Although he himself was clearly convinced that Marconi was not a charlatan, Cleveland Moffett had been told to double-check that there was no sleight of hand going on with the cross-Channel demonstration. Deceit would not have been all that difficult: there were cables under the sea by which messages could have been passed secretly; or there might have been some prearranged set of messages which gave the impression that the sending had been successful. Electricity was exciting, but its properties and potential remained mysterious and magical, and the layman was always in danger of being duped. Moffett continued his account:
On Wednesday, Mr. Robert McClure and I, by the kindness of Mr. Marconi, were allowed to hold a cross-channel conversation, and, in the interests of our readers, satisfy
ourselves that this wireless telegraphy marvel had really been accomplished. It was about three o’clock when I reached the Boulogne station [actually Wimereux, about three miles from Boulogne]. Mr. Kemp called up the other side thus: ‘Moffett arrived. Wishes to send message. Is McClure ready?’

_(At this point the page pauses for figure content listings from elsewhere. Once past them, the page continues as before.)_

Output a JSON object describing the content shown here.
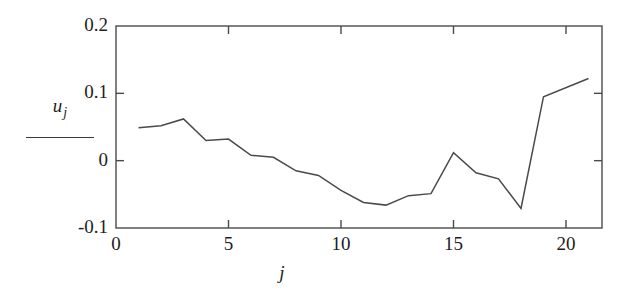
{
  "chart_data": {
    "type": "line",
    "title": "",
    "xlabel": "j",
    "ylabel": "u_j",
    "xlim": [
      0,
      21.6
    ],
    "ylim": [
      -0.1,
      0.2
    ],
    "grid": false,
    "legend": null,
    "x_ticks": [
      0,
      5,
      10,
      15,
      20
    ],
    "x_tick_labels": [
      "0",
      "5",
      "10",
      "15",
      "20"
    ],
    "y_ticks": [
      -0.1,
      0,
      0.1,
      0.2
    ],
    "y_tick_labels": [
      "-0.1",
      "0",
      "0.1",
      "0.2"
    ],
    "series": [
      {
        "name": "u_j",
        "color": "#4a4a4a",
        "x": [
          1,
          2,
          3,
          4,
          5,
          6,
          7,
          8,
          9,
          10,
          11,
          12,
          13,
          14,
          15,
          16,
          17,
          18,
          19,
          21
        ],
        "values": [
          0.049,
          0.052,
          0.062,
          0.03,
          0.032,
          0.008,
          0.005,
          -0.015,
          -0.022,
          -0.044,
          -0.062,
          -0.066,
          -0.052,
          -0.049,
          0.012,
          -0.018,
          -0.027,
          -0.071,
          0.095,
          0.122
        ]
      }
    ]
  },
  "axes": {
    "y_label_main": "u",
    "y_label_sub": "j",
    "x_label": "j"
  }
}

Immediately the receiver clicked off: ‘Yes, stand by;’ which meant that we must wait for the French officials to talk, since they had the right of way. And talk they did, for a good two hours, keeping the sparks flying and the ether agitated with their messages and inquiries. At last, about five o’clock, I was cheered by this service along the tape: ‘If Moffett is there, tell him McClure is ready.’ And straightway I handed Mr. Kemp a simple cipher message which I had prepared to test the accuracy of transmission. It ran thus:
MCCLURE, DOVER: Gniteerg morf Ecnarf ot Dnalgne hguorht eht rehte. MOFFETT.

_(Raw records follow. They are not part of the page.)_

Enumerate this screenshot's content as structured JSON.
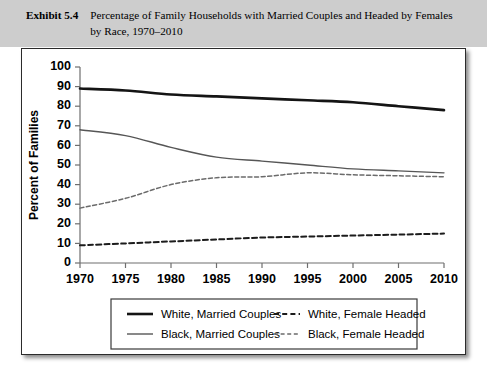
{
  "exhibit": {
    "label": "Exhibit 5.4",
    "title": "Percentage of Family Households with Married Couples and Headed by Females by Race, 1970–2010"
  },
  "colors": {
    "band_background": "#cdcdcd",
    "frame_border": "#2b2b2b",
    "white_married": "#141414",
    "black_married": "#565656",
    "white_female": "#1c1c1c",
    "black_female": "#6b6b6b",
    "axis": "#6e6e6e",
    "page_background": "#ffffff"
  },
  "chart_data": {
    "type": "line",
    "title": "Percentage of Family Households with Married Couples and Headed by Females by Race, 1970–2010",
    "xlabel": "",
    "ylabel": "Percent of Families",
    "x": [
      1970,
      1975,
      1980,
      1985,
      1990,
      1995,
      2000,
      2005,
      2010
    ],
    "xtick_labels": [
      "1970",
      "1975",
      "1980",
      "1985",
      "1990",
      "1995",
      "2000",
      "2005",
      "2010"
    ],
    "ytick_labels": [
      "0",
      "10",
      "20",
      "30",
      "40",
      "50",
      "60",
      "70",
      "80",
      "90",
      "100"
    ],
    "ytick_values": [
      0,
      10,
      20,
      30,
      40,
      50,
      60,
      70,
      80,
      90,
      100
    ],
    "xlim": [
      1970,
      2010
    ],
    "ylim": [
      0,
      100
    ],
    "grid": false,
    "legend_position": "below-center",
    "series": [
      {
        "name": "White, Married Couples",
        "style": "solid",
        "weight": "thick",
        "color": "#141414",
        "values": [
          89,
          88,
          86,
          85,
          84,
          83,
          82,
          80,
          78
        ]
      },
      {
        "name": "Black, Married Couples",
        "style": "solid",
        "weight": "thin",
        "color": "#565656",
        "values": [
          68,
          65,
          59,
          54,
          52,
          50,
          48,
          47,
          46
        ]
      },
      {
        "name": "White, Female Headed",
        "style": "dashed",
        "weight": "thick",
        "color": "#1c1c1c",
        "values": [
          9,
          10,
          11,
          12,
          13,
          13.5,
          14,
          14.5,
          15
        ]
      },
      {
        "name": "Black, Female Headed",
        "style": "dashed",
        "weight": "thin",
        "color": "#6b6b6b",
        "values": [
          28,
          33,
          40,
          43.5,
          44,
          46,
          45,
          44.5,
          44
        ]
      }
    ]
  },
  "legend": {
    "entries": [
      {
        "label": "White, Married Couples",
        "style": "solid",
        "weight": "thick"
      },
      {
        "label": "White, Female Headed",
        "style": "dashed",
        "weight": "thick"
      },
      {
        "label": "Black, Married Couples",
        "style": "solid",
        "weight": "thin"
      },
      {
        "label": "Black, Female Headed",
        "style": "dashed",
        "weight": "thin"
      }
    ]
  }
}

Read on the printed page it is easy to see that this is merely, ‘Greeting from France to England through the ether,’ each word being spelled backward. For the receiving operator at Dover, however, it was as hopeless a tangle of letters as could have been desired. Therefore was I well pleased when the Boulogne receiver clicked me back the following:
MOFFETT, BOULOGNE: Your message received. It reads all right. Vive Marconi. MCCLURE.
Then I sent this:
MARCONI, DOVER: Hearty congratulations on success of first experiment in sending aerial messages across the English channel. Also best thanks on behalf of editors MCCLURE’S MAGAZINE for assistance in preparation of article. MOFFETT.
And got this reply:
MOFFETT, BOULOGNE: The accurate transmission
of your messages is absolutely convincing. Good-by.
MCCLURE.
Then we clicked back ‘Good-by,’ and the trial was over. We were satisfied; yes, more, we were delighted.
9
The Romance of Morse Code
A
s a boy staying with his cousins in Livorno, Marconi had befriended an elderly blind man, a retired telegraph operator. Marconi would read aloud to him and in return he was taught the Morse code and the technique of tapping it out with a Morse key. This was a skill which had been acquired by thousands of young men, and some women, working in the telegraph business in the latter half of the nineteenth century. Alexander Graham Bell’s telephone, which of course required no specialist skills to operate, had not replaced the cable telegraph. Dots and dashes which spelled out letters and punctuation in all languages remained, in Marconi’s boyhood and for a very long time afterwards, universal. Morse messages could be sent much greater distances than any phone communication, and they could easily accommodate ciphers, which gave a degree of confidentiality.